Whereas the still picture can suggest only a fragment of fact or fiction, the cartoon-in-motion is without limit in communicating ideas, events, and human relations.”
“The motion picture has become a necessity of life, a part of our balanced existence. It is not a negligible luxury. People are always going to demand and enjoy movies in the theater. Perhaps not as exclusively as they did when public amusements were more limited. Patronage will depend more than ever upon what we put on the screen. And especially on how well we understand the needs and desires of our younger customers. For their favor we must compete as never before.”
“The business has grown continuously through these years, although at times the road was rocky. But I don’t know of any other entertainment medium that can give to the millions of families the world over more value than the motion picture.”
“Nothing in a lifetime of picture making has been more exciting and personally satisfactory than delving into the wonders, the mysteries, the magnificent commonplaces of life around us and passing them on via the screen.”
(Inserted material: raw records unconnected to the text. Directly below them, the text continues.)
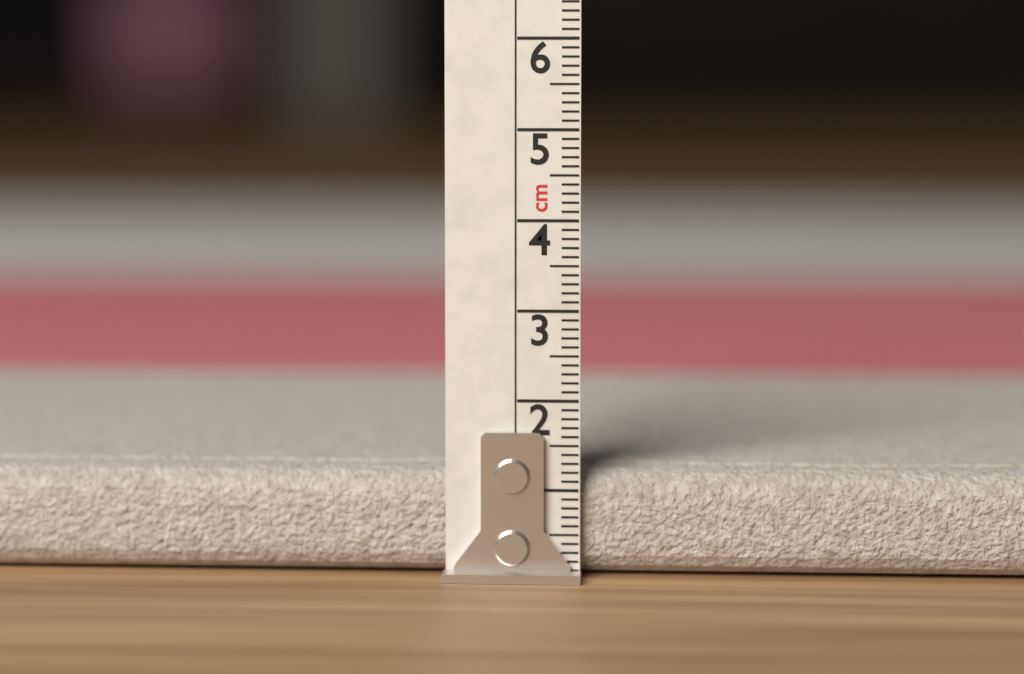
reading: 1.2 cm
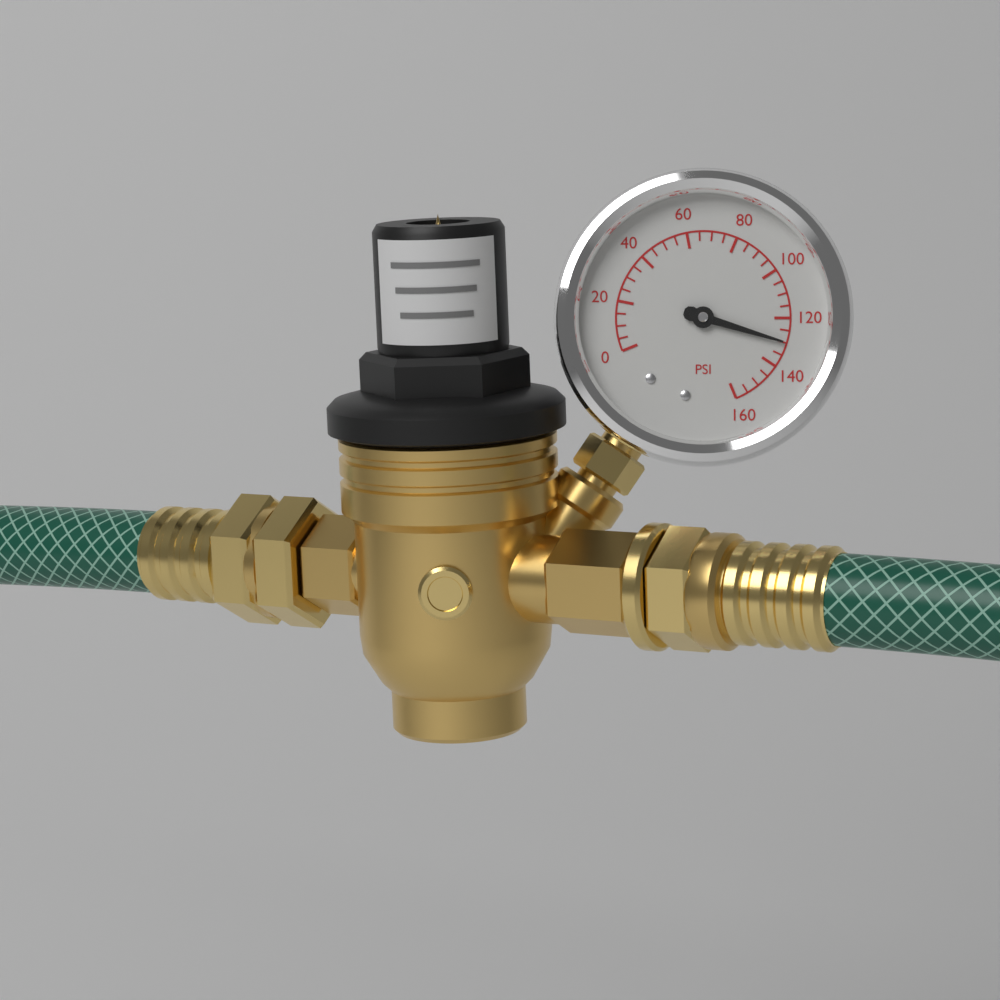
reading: 130 psi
“‘Well, in order to crack the field,’ I said, ‘I’ve got to get something a little unique, you see.’ Now, they had the clown out of the inkwell who played with the live people. So [with the Alice Comedies] I reversed it. I took the live person and put him into the cartoon field. I said, ‘That’s a new twist.’ And it sold. I was surprised myself.”
“People still think of me as a cartoonist, but the only thing I lift a pen or pencil for these days is to sign a contract, a check, or an autograph.”
“Speaking for the one field which I feel definitely qualified to comment on, I fully believe the animated picture will emerge as one of the greatest mediums, not only of entertainment but also of education.”
“Cartoon animation offers a medium of storytelling and visual entertainment, which can bring pleasure and information to people of all ages everywhere in the world.”
“I started, actually, to make my first animated cartoon in 1920. Of course, they were very crude things then and I used sort of little puppet things.”
“The life and ventures of Mickey Mouse have been closely bound up with my own personal and professional life. It is understandable that I should have sentimental attachment for the little personage who played so big a part in the course of Disney Productions and has been so happily accepted as an amusing friend wherever films are shown around the world. He still speaks for me and I still speak for him.”
“When people laugh at Mickey Mouse it’s because he’s so human; and that is the secret of his popularity.”
“We felt that the public, and especially the children, like animals that are cute and little. I think we are rather indebted to Charlie Chaplin for the idea. We wanted something appealing, and we thought of a tiny bit of a mouse that would have something of the wistfulness of Chaplin—a little fellow trying to do the best he could.”
“I only hope that we never lose sight of one thing that it was all started by a mouse.”
“When we opened Disneyland, a lot of people got the impression that it was a get-rich-quick thing, but they didn’t realize that behind Disneyland was this great organization that I built here at the Studio, and they all got into it and we were doing it because we loved to do it.”
“Disneyland is a thing that I can keep molding and shaping. It’s a three-dimensional thing to play with. But when I say, ‘play with it,’ I don’t mean that. Everything I do I keep a practical eye toward its appeal to the public.”
“Disneyland would be a world of Americans, past and present, seen through the eyes of my imagination—a place of warmth and nostalgia, of illusion and color and delight.”
“When I started on Disneyland, my wife used to say, ‘But why do you want to build an amusement park? They’re so dirty.’ I told her that was just the point mine wouldn’t be.”